Employers, Don’t Ignore COVID Just Because the Vax-or-Test ETS Is Gone
By Fiona W. Ong - Shawe Rosenthal LLP
February 17, 2022
Although the Occupational Safety and Health Administration’s attempt to issue a general workplace COVID standard was unsuccessful, employers should not assume that they are off the hook with regard to COVID preventative measures, as one company recently learned.
The U.S. Department of Labor recently issued a press release to announce its citation of an auto-parts supplier for failing to protect its workers against COVID-19 in the workplace. This press release effectively warns other employers to comply with CDC and OSHA workplace guidance on COVID-19 prevention and remediation. Although there is no current COVID-specific standard, OSHA is making good on its commitment to use existing standards, including the General Duty clause, which requires employers to provide a work environment “free from recognized hazards that are causing or are likely to cause death or serious physical harm.”
The employer at issue was found to have violated the General Duty clause by failing to protect its workers against COVID-19. Specifically, at the beginning of the pandemic, in March 2020, the employer had issued a corporate-wide social distancing policy, and in May 2020, had trained employees on return-to-work precautions that included mask-wearing and social distancing. However, in a COVID surge over a year later, in August 2021, 88 employees fell ill with COVID, with one ultimately dying.
In its citation, OSHA asserted that the employer failed to enforce its own COVID-prevention policy regarding mask-wearing. More specifically, it found that, “Employees worked and congregated in close proximity without face coverings or without wearing face coverings over nose and mouth, as recommended by the Centers for Disease Control and Prevention (CDC), leading to exposures among unvaccinated employees.” (Emphasis added).
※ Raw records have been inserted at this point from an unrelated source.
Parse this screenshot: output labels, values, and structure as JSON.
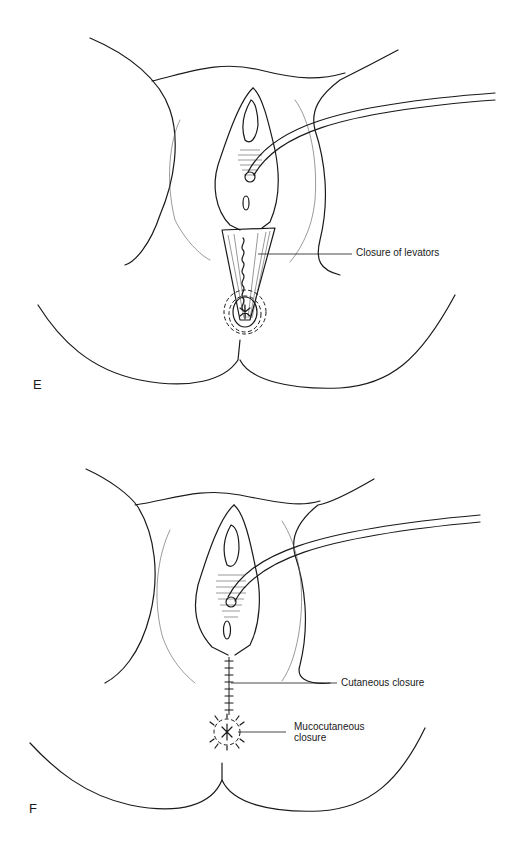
{
  "figure": {
    "panels": [
      {
        "id": "E",
        "letter": "E",
        "callouts": [
          {
            "label": "Closure of levators"
          }
        ]
      },
      {
        "id": "F",
        "letter": "F",
        "callouts": [
          {
            "label": "Cutaneous closure"
          },
          {
            "label": "Mucocutaneous closure",
            "line1": "Mucocutaneous",
            "line2": "closure"
          }
        ]
      }
    ],
    "colors": {
      "line": "#1a1a1a",
      "background": "#ffffff"
    }
  }
}
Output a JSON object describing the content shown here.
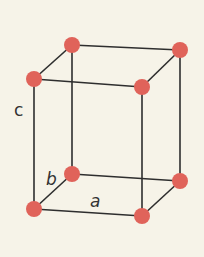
{
  "diagram": {
    "type": "unit-cell",
    "background_color": "#f6f3e8",
    "atom_color": "#e0635a",
    "edge_color": "#2e2e2e",
    "labels": {
      "a": "a",
      "b": "b",
      "c": "c"
    },
    "atoms": [
      {
        "id": "top-back-left",
        "x": 72,
        "y": 45
      },
      {
        "id": "top-back-right",
        "x": 180,
        "y": 50
      },
      {
        "id": "top-front-left",
        "x": 34,
        "y": 79
      },
      {
        "id": "top-front-right",
        "x": 142,
        "y": 87
      },
      {
        "id": "bottom-back-left",
        "x": 72,
        "y": 174
      },
      {
        "id": "bottom-back-right",
        "x": 180,
        "y": 181
      },
      {
        "id": "bottom-front-left",
        "x": 34,
        "y": 209
      },
      {
        "id": "bottom-front-right",
        "x": 142,
        "y": 216
      }
    ]
  }
}
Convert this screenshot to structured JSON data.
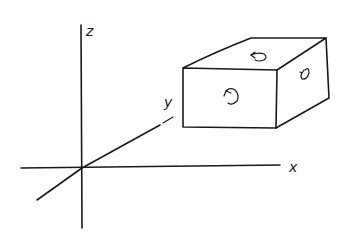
{
  "diagram": {
    "type": "3d-axes-with-box",
    "axes": {
      "z_label": "z",
      "y_label": "y",
      "x_label": "x"
    },
    "box": {
      "faces": [
        {
          "name": "front",
          "symbol": "counterclockwise-arrow"
        },
        {
          "name": "top",
          "symbol": "counterclockwise-arrow"
        },
        {
          "name": "right",
          "symbol": "counterclockwise-arrow"
        }
      ]
    },
    "colors": {
      "stroke": "#1a1a1a",
      "background": "#ffffff"
    }
  }
}
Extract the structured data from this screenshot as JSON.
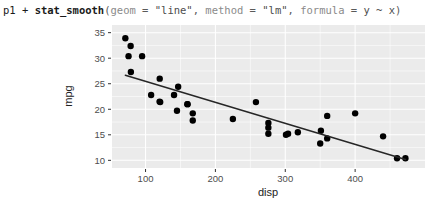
{
  "console": {
    "prompt_line": "p1 + stat_smooth(geom = \"line\", method = \"lm\", formula = y ~ x)",
    "tokens": {
      "obj": "p1",
      "plus": " + ",
      "fn": "stat_smooth",
      "open": "(",
      "arg1": "geom",
      "eq1": " = ",
      "val1": "\"line\"",
      "comma1": ", ",
      "arg2": "method",
      "eq2": " = ",
      "val2": "\"lm\"",
      "comma2": ", ",
      "arg3": "formula",
      "eq3": " = ",
      "val3": "y ~ x",
      "close": ")"
    }
  },
  "colors": {
    "panel_background": "#ebebeb",
    "gridline": "#ffffff",
    "point": "#000000",
    "fit_line": "#262626",
    "axis_text": "#4d4d4d",
    "axis_title": "#222222",
    "page_background": "#ffffff"
  },
  "chart_data": {
    "type": "scatter",
    "title": "",
    "subtitle": "",
    "xlabel": "disp",
    "ylabel": "mpg",
    "xlim": [
      52,
      500
    ],
    "ylim": [
      8.5,
      36.5
    ],
    "xticks": [
      100,
      200,
      300,
      400
    ],
    "yticks": [
      10,
      15,
      20,
      25,
      30,
      35
    ],
    "xticklabels": [
      "100",
      "200",
      "300",
      "400"
    ],
    "yticklabels": [
      "10",
      "15",
      "20",
      "25",
      "30",
      "35"
    ],
    "grid": true,
    "grid_minor": true,
    "legend": "none",
    "series": [
      {
        "name": "mtcars",
        "marker": "filled-circle",
        "marker_size_px": 3.2,
        "points": [
          {
            "x": 160.0,
            "y": 21.0
          },
          {
            "x": 160.0,
            "y": 21.0
          },
          {
            "x": 108.0,
            "y": 22.8
          },
          {
            "x": 258.0,
            "y": 21.4
          },
          {
            "x": 360.0,
            "y": 18.7
          },
          {
            "x": 225.0,
            "y": 18.1
          },
          {
            "x": 360.0,
            "y": 14.3
          },
          {
            "x": 146.7,
            "y": 24.4
          },
          {
            "x": 140.8,
            "y": 22.8
          },
          {
            "x": 167.6,
            "y": 19.2
          },
          {
            "x": 167.6,
            "y": 17.8
          },
          {
            "x": 275.8,
            "y": 16.4
          },
          {
            "x": 275.8,
            "y": 17.3
          },
          {
            "x": 275.8,
            "y": 15.2
          },
          {
            "x": 472.0,
            "y": 10.4
          },
          {
            "x": 460.0,
            "y": 10.4
          },
          {
            "x": 440.0,
            "y": 14.7
          },
          {
            "x": 78.7,
            "y": 32.4
          },
          {
            "x": 75.7,
            "y": 30.4
          },
          {
            "x": 71.1,
            "y": 33.9
          },
          {
            "x": 120.1,
            "y": 21.5
          },
          {
            "x": 318.0,
            "y": 15.5
          },
          {
            "x": 304.0,
            "y": 15.2
          },
          {
            "x": 350.0,
            "y": 13.3
          },
          {
            "x": 400.0,
            "y": 19.2
          },
          {
            "x": 79.0,
            "y": 27.3
          },
          {
            "x": 120.3,
            "y": 26.0
          },
          {
            "x": 95.1,
            "y": 30.4
          },
          {
            "x": 351.0,
            "y": 15.8
          },
          {
            "x": 145.0,
            "y": 19.7
          },
          {
            "x": 301.0,
            "y": 15.0
          },
          {
            "x": 121.0,
            "y": 21.4
          }
        ]
      }
    ],
    "fit": {
      "name": "lm",
      "geom": "line",
      "formula": "y ~ x",
      "intercept": 29.5999,
      "slope": -0.041215,
      "x_start": 71.1,
      "x_end": 472.0,
      "y_start": 26.67,
      "y_end": 10.15,
      "show_se": false
    }
  }
}
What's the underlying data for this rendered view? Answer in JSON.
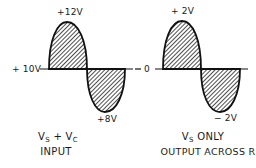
{
  "diagram": {
    "left_waveform": {
      "baseline_label": "+ 10V",
      "peak_label": "+12V",
      "trough_label": "+8V",
      "caption_line1": {
        "v1": "V",
        "s1": "S",
        "plus": " + ",
        "v2": "V",
        "s2": "C"
      },
      "caption_line2": "INPUT"
    },
    "right_waveform": {
      "baseline_label": "0",
      "peak_label": "+ 2V",
      "trough_label": "− 2V",
      "caption_line1": {
        "v": "V",
        "s": "S",
        "rest": " ONLY"
      },
      "caption_line2": "OUTPUT ACROSS R"
    },
    "colors": {
      "line": "#111111",
      "background": "#ffffff"
    }
  }
}
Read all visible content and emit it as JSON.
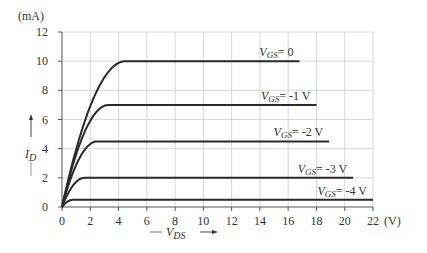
{
  "chart_data": {
    "type": "line",
    "xlabel": "V_DS",
    "x_unit": "(V)",
    "ylabel": "I_D",
    "y_unit": "(mA)",
    "xlim": [
      0,
      22
    ],
    "ylim": [
      0,
      12
    ],
    "x_ticks": [
      0,
      2,
      4,
      6,
      8,
      10,
      12,
      14,
      16,
      18,
      20,
      22
    ],
    "y_ticks": [
      0,
      2,
      4,
      6,
      8,
      10,
      12
    ],
    "grid": true,
    "legend": "inline labels above curves",
    "series": [
      {
        "name": "VGS = 0",
        "label_main": "V",
        "label_sub": "GS",
        "label_rest": "= 0",
        "saturation_current": 10,
        "knee_vds": 4.5,
        "end_vds": 16.8
      },
      {
        "name": "VGS = -1 V",
        "label_main": "V",
        "label_sub": "GS",
        "label_rest": "= -1 V",
        "saturation_current": 7,
        "knee_vds": 3.3,
        "end_vds": 18.0
      },
      {
        "name": "VGS = -2 V",
        "label_main": "V",
        "label_sub": "GS",
        "label_rest": "= -2 V",
        "saturation_current": 4.5,
        "knee_vds": 2.5,
        "end_vds": 18.9
      },
      {
        "name": "VGS = -3 V",
        "label_main": "V",
        "label_sub": "GS",
        "label_rest": "= -3 V",
        "saturation_current": 2,
        "knee_vds": 1.6,
        "end_vds": 20.6
      },
      {
        "name": "VGS = -4 V",
        "label_main": "V",
        "label_sub": "GS",
        "label_rest": "= -4  V",
        "saturation_current": 0.5,
        "knee_vds": 0.8,
        "end_vds": 22.0
      }
    ]
  },
  "axes": {
    "y_unit_label": "(mA)",
    "x_unit_label": "(V)",
    "y_title_main": "I",
    "y_title_sub": "D",
    "x_title_main": "V",
    "x_title_sub": "DS"
  }
}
The employer further “failed to take immediate and effective steps to identify, inform, and remove all potentially exposed employees.”
Instructive for other employers, OSHA provided “feasible and acceptable means of abatement” as follows (emphasis added):
• Periodically review the COVID-19 disease rates in the community and conduct a hazard assessment to identify employee practices and workplace behaviors that could increase risks for COVID-19 transmission, and update control measure or implement new ones as needed.
• Re-evaluate existing COVID-19 company procedures and retrain workforce as necessary when updates (e.g. due to COVID-19 variants) are necessary or when deficiencies in the program are noticed.
• Implement contact tracing to ensure that employees who have worked near someone who tested positive for COVID-19, and/or develop symptoms of COVID-19 are informed of their potential exposure to the virus, encouraged to quarantine, and excluded from the facility until they meet the conditions to return to work per the CDC guidelines.
• Screen employee(s) for COVID-19 symptoms and potential COVID-19 exposure. Employees who appear to have symptoms upon arrival at work or who become sick during the day must immediately be separated from other employees, customers, and visitors; sent home; and encouraged to seek medical attention. Have a procedure in place for the safe isolation of employees who become sick while at work as they may need to be transported home or to a healthcare provider. Utilize, develop, and implement flexible sick leave and supportive policies and practices.
• Follow and implement guidelines from the CDC, other federal agencies (e.g., Department of Homeland Security (DHS) Cybersecurity and Infrastructure Security (CISC)), and State and Municipal public health recommendations for exposed employees (close contacts) to quarantine, telework if possible, and self-monitor for symptoms.
• Enforce physical distancing measures to ensure that everyone (especially asymptomatic positive employees) in the workplace maintains at least six feet of distance. Install transparent, impermeable barriers at locations where physical distancing is not possible. Provide and require workers to wear face coverings or surgical masks, as appropriate, unless their work task requires a respirator or other PPE.
• Facilitate employees getting vaccinated by granting paid time off for employees to get vaccinated and recover from any side effects. Vaccination is the key element in a multi-layered approach to protect workers. Vaccines authorized by the U.S. Food and Drug Administration are highly effective at protecting vaccinated people against asymptomatic and severe COVID-19 illness and death.
Although we are all weary of the pandemic, employers should not relax their preventative measures and should be prepared to adjust them to changing circumstances. And the “means of abatement” suggested by OSHA certainly provides employers with an overview of the measures that OSHA thinks should be in place.